Pacing guidance (typical walking):
- 4–5 km/h (2.5–3.1 mph) moving pace on flat surfaces
- Add time for gates, bridge crossings, photos, food stops, and navigation checks
A single-day attempt can easily become 24–30+ km (15–19 mi) before it feels like you’ve “made a dent,” so plan your resupply and daylight carefully.
This loop stitches together place-names that read like a cross-section of South Holland’s engineered landscape:
Historically, this whole region is defined by land reclamation and water control—polders drained and maintained by a system of canals, dikes, and pumping (once wind-driven, now largely mechanical). The landscape is “flat” because it’s built to be: water levels are regulated, fields are graded, and drainage is continuous.
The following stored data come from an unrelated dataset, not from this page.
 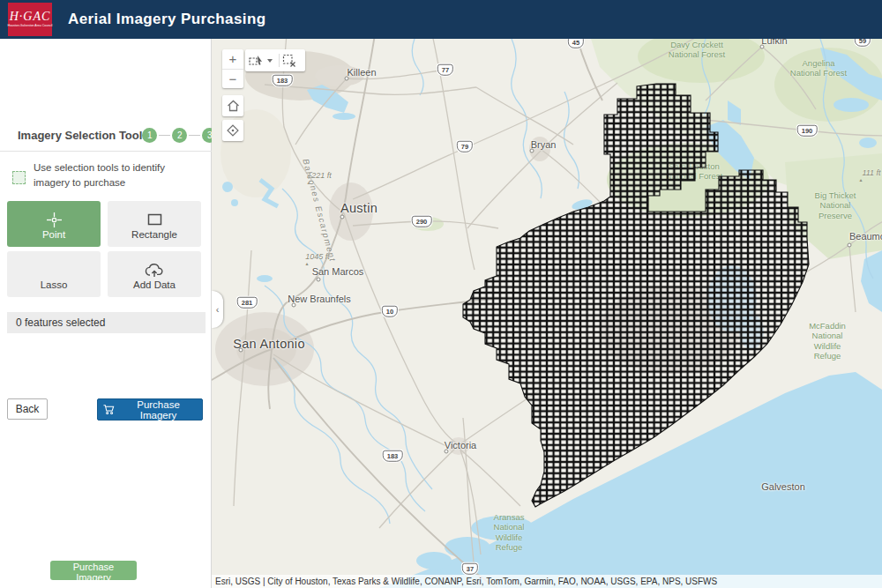 What do you see at coordinates (576, 43) in the screenshot?
I see `highway-shield-45: 45` at bounding box center [576, 43].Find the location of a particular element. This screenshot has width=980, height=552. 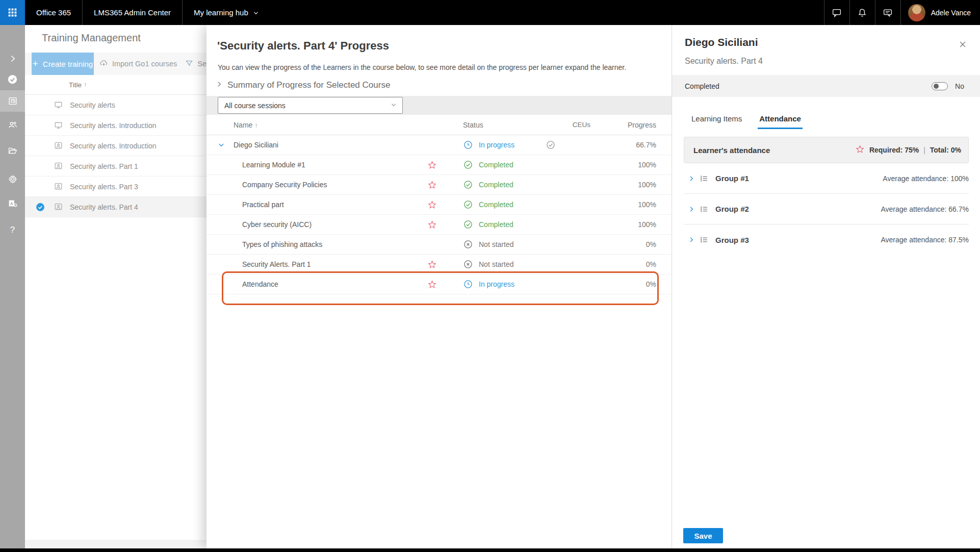

close-icon is located at coordinates (963, 44).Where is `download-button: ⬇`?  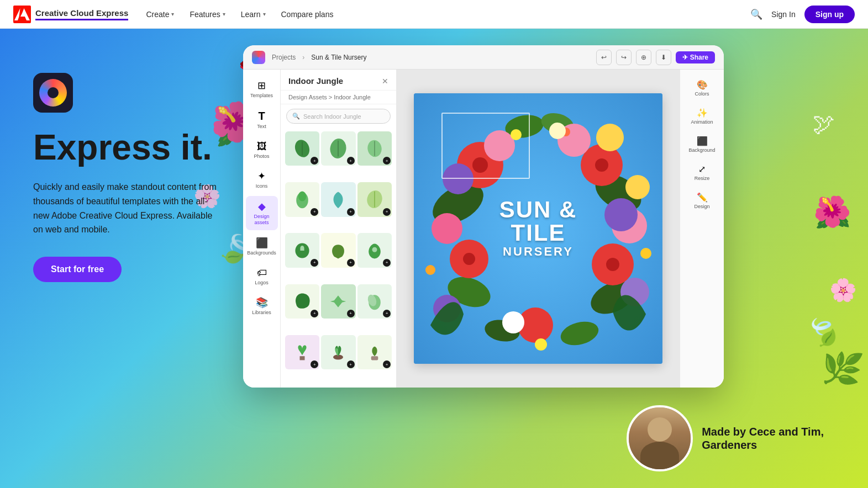 download-button: ⬇ is located at coordinates (664, 57).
Despite the agricultural setting, the canal network and wet meadows can be lively:
Birdlife (most noticeable): - Waterfowl along canals and ditches (ducks, geese, swans) - Meadow and marsh birds in open pasture and reed edges - Raptors scanning fields (often seen perched on poles)
Mammals and small wildlife: - Rabbits and small rodents along dike edges - Frogs and fish in the ditches and canals (especially in warmer months)
Seasonal notes: - Spring and early summer bring the most bird activity. - After heavy rain, towpaths can become slick; grassy dikes can turn into a narrow, muddy balance-beam.
This is the kind of route where people get “lost” without ever feeling lost
Surfaces
Asphalt
Unknown
Sand
Concrete
Wood
Paved
Grass
Gravel
User comments, reviews and discussions about the Kenenburgpad, Vlakoverpad, Delftweg, Kleinpolderkade and Oosteinde Loop, Netherlands.